REAson d'etre dance productions (producer)
REAson d'etre dance produces CDIFF. REAson detre dance strives to provide artistic expression through movement, inclusive of age, ability, and level background. We stage and program works based on Contact Improvisation enabling us to utilize the inclusiveness that can be a part of this dance form. Our vision is for both professional dancers and everyday people to be inspired and invigorated by Contact Improvisation. This mandate involves initiatives that work to dismantle racism and ablism and other "isms" as their existence hinders us in achieving our mandate.
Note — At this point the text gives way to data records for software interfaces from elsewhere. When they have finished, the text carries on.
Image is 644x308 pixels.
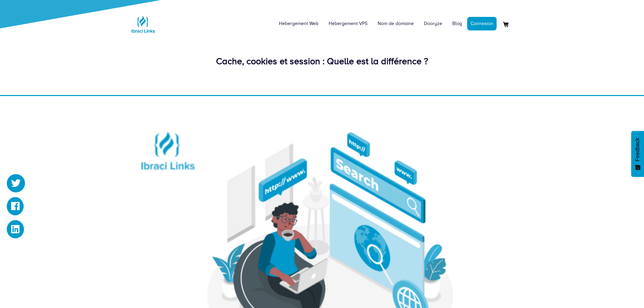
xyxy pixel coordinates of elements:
[129,11,157,38] img: Logo Ibraci Links
[467,17,496,31] a: Connexion
[274,14,323,34] a: Hébergement Web
[634,138,640,161] span: Feedback
[419,14,447,34] a: Dooryze
[373,14,419,34] a: Nom de domaine
[631,131,644,177] button: Feedback - Afficher l’enquête
[323,14,373,34] a: Hébergement VPS
[447,14,467,34] a: Blog
[129,5,157,38] a: Logo Ibraci Links
[129,55,515,68] div: Cache, cookies et session : Quelle est la différence ?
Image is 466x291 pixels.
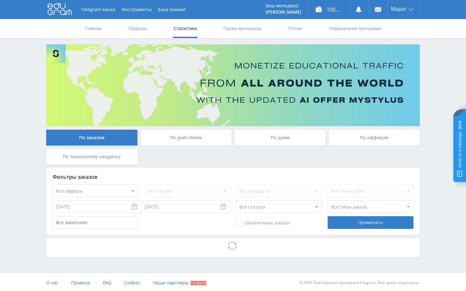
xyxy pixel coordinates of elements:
span: Оплаченные заказы [236,220,290,226]
span: Скидки [191,280,206,285]
a: Потоки [287,19,303,38]
div: По офферам [329,129,420,145]
span: Марат [391,6,407,11]
div: Применить [328,216,413,229]
input: Все заказчики [53,216,138,229]
a: Статистика [173,19,198,38]
span: Наши партнеры [153,279,189,285]
img: Banner [46,44,420,126]
p: [PERSON_NAME] [266,9,301,15]
div: По действиям [141,129,232,145]
span: Правила [71,279,90,285]
span: Cookies [124,279,140,285]
div: По заказам [46,129,137,145]
div: Фильтры заказов [53,174,413,179]
a: Реферальная программа [328,19,382,38]
a: Главная [84,19,102,38]
a: Промо-материалы [223,19,262,38]
p: Ваш менеджер: [266,3,301,8]
span: О нас [46,279,59,285]
div: По дням [235,129,326,145]
span: FAQ [103,279,111,285]
a: Офферы [128,19,148,38]
div: По локальному лендингу [46,148,137,164]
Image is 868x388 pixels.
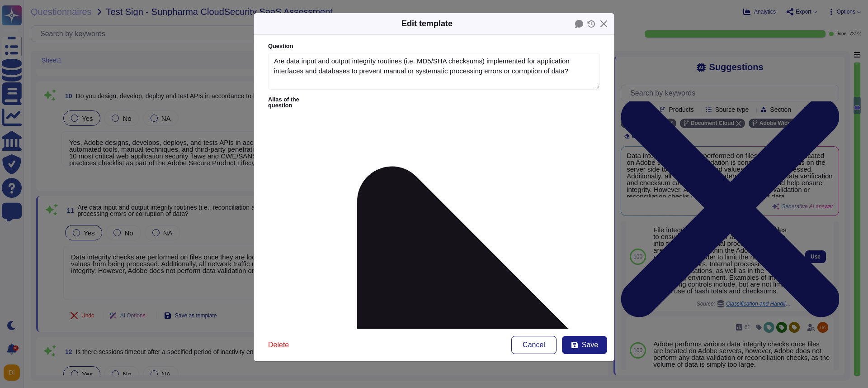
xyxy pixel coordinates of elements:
label: Question [268,43,600,49]
button: Save [562,335,607,354]
button: Close [597,17,611,31]
button: Delete [261,335,296,354]
button: Cancel [511,335,556,354]
span: Save [581,341,598,349]
span: Cancel [523,341,545,349]
span: Delete [268,341,289,349]
div: Edit template [402,18,453,30]
textarea: Are data input and output integrity routines (i.e. MD5/SHA checksums) implemented for application... [268,53,600,90]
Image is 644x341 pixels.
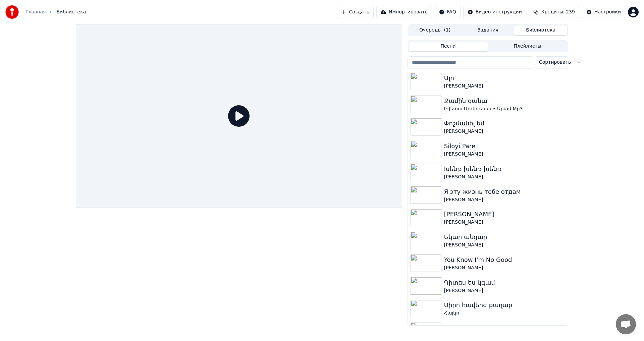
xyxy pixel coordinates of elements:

We are committed to examining the art form of contact improvisation and acknowledging its history of inequity, ablism, and racism. We strive to engage in a continuing process of educating ourselves and acting for change.
https://reasondetre.com/
Land Acknowledgement
Land Acknowledgement is part of the process of reconciliation with Indigenous peoples who have been acknowledging the land before gatherings, ceremonies, and events for time immemorial. Being based in Toronto, Canada, we acknowledge the land this festival takes place on is the traditional territory of many nations including the Mississaugas of the Credit, the Anishnabeg, the Chippewa, the Haudenosaunee, and the Wendat peoples, and is now home to many diverse First Nations, Inuit, and Métis peoples. In support of the process of reconciliation REAson d'etre dance donates 2.5 of all box office and jam and workshop fee to the Native Canadian Centre of Toronto.